Imperial German plans for the invasion of the United Kingdom

After becoming German Emperor in 1888, Wilhelm II abandoned Imperial Chancellor Otto von Bismarck's restraint in international affairs and adopted an aggressive foreign policy in an attempt to claim for Germany a leading position on the world stage.

The Foreign Secretary, Adolf Marschall von Bieberstein, persuaded Wilhelm not to become militarily involved and convinced him instead to send a telegram congratulating Transvaal President Paul Kruger on repelling the British raid.

[2] Wilhelm authorised further study, and the results of a project titled Memorandum: an Operation against Antwerp undertaken by the naval staff were presented to von Knorr in November.

Troops were to be landed from seven steamers assembled under cover of darkness at the mouth of the river, while the VII and VIII Army Corps were to cross the Dutch and Belgian borders and strike west in three columns to capture Breda and link up with the seaborne force at Antwerp.

[3] The six months it took for Alfred von Schlieffen, Chief of the German General Staff, to respond to the navy's request for comments indicates the army's lack of interest in the project.

He stressed that an invasion must quickly force the British to sue for peace, or the Royal Navy would cut off the invading army from re-supply and reinforcement, thus compelling it to surrender.

[7] Invasion plans were strongly opposed by Admiral Alfred von Tirpitz, who had been appointed State Secretary of the German Imperial Naval Office in June 1897.

Even if such a large force could be spared in a war against France and Russia, it could not be assembled in secret and it would be years before the German harbour facilities and merchant marine would be capable of embarking and transporting it.

Lieutenant-General Colmar Freiherr von der Goltz, commander of the Engineer Corps of the Prussian Army, saw in this an opportunity to gain temporary naval superiority and launch an invasion.

German naval staff did not regard his idea as credible and did not pursue it further, although it was later echoed by Erskine Childers in his invasion novel, The Riddle of the Sands, published in the United Kingdom in 1903.

In the same year, a German staff officer produced a paper detailing how an expeditionary force of one cavalry and four infantry divisions might live off the land, destroy the British home army and capture London.

Further thought on the concept was limited to a formal evaluation by army and navy staffs, on the orders of Wilhelm, of William Le Queux's novel The Invasion of 1910 when it was serialised in the Daily Mail in 1906.

[14][15] At the beginning of the First World War, German intelligence over-rated the strength of British coastal defences, leading to the conclusion that even a large raid would involve too much risk for little reward.

Admiral Eduard von Knorr , commander of the Imperial German Navy and lead strategist in formulating invasion plans
Kaiser Wilhelm II
Areas identified as suitable landing sites, and other key locations.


§ **Exercise brief**
Please write out the listing exactly, leaving each picture out.

§ **Data records**
%%

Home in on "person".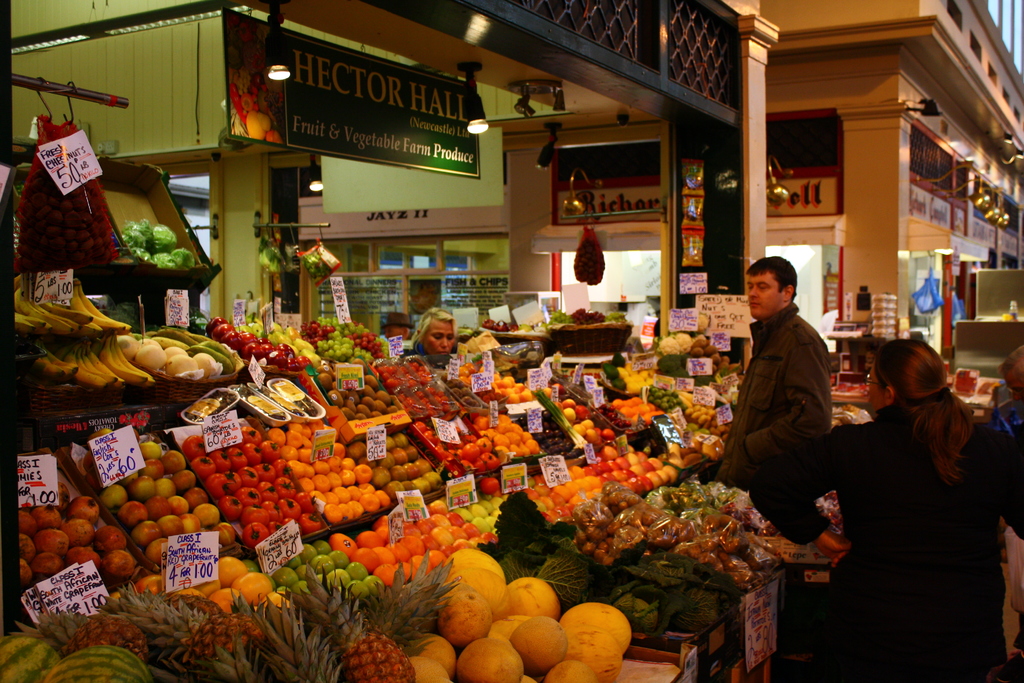
Homed in at (x1=803, y1=307, x2=1002, y2=678).
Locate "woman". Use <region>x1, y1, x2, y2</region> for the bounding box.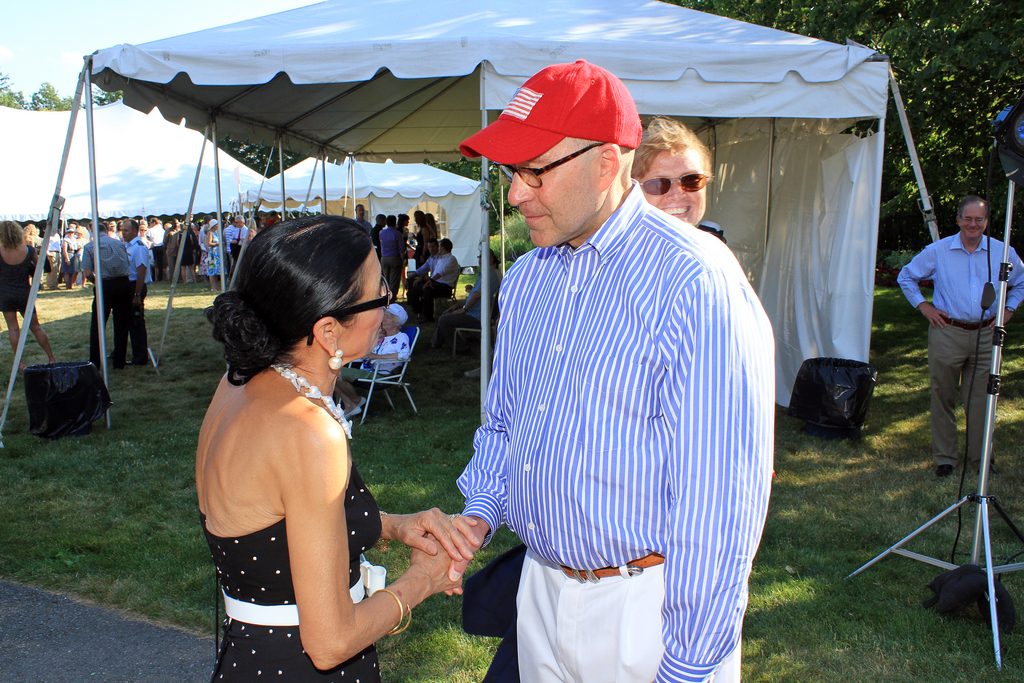
<region>0, 220, 64, 372</region>.
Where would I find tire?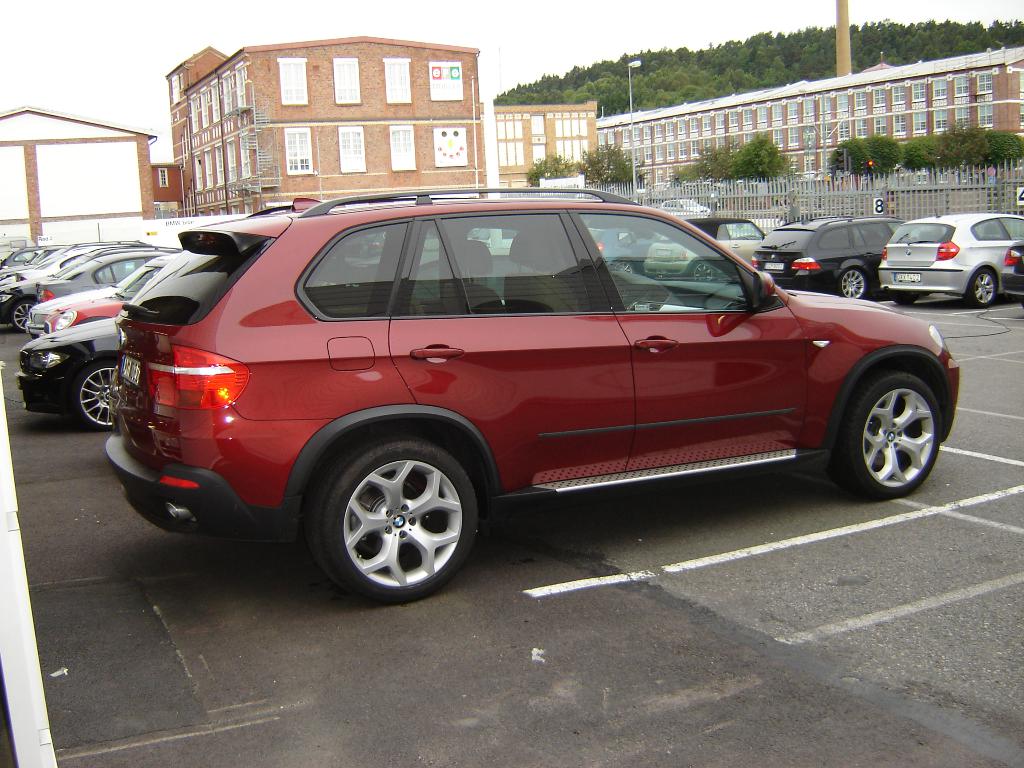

%%

§ **Answer to this task**
Home in on "person".
Homed in at (x1=803, y1=307, x2=1002, y2=678).
Locate "woman". Use <region>x1, y1, x2, y2</region> for the bounding box.
<region>0, 220, 64, 372</region>.
Where would I find tire?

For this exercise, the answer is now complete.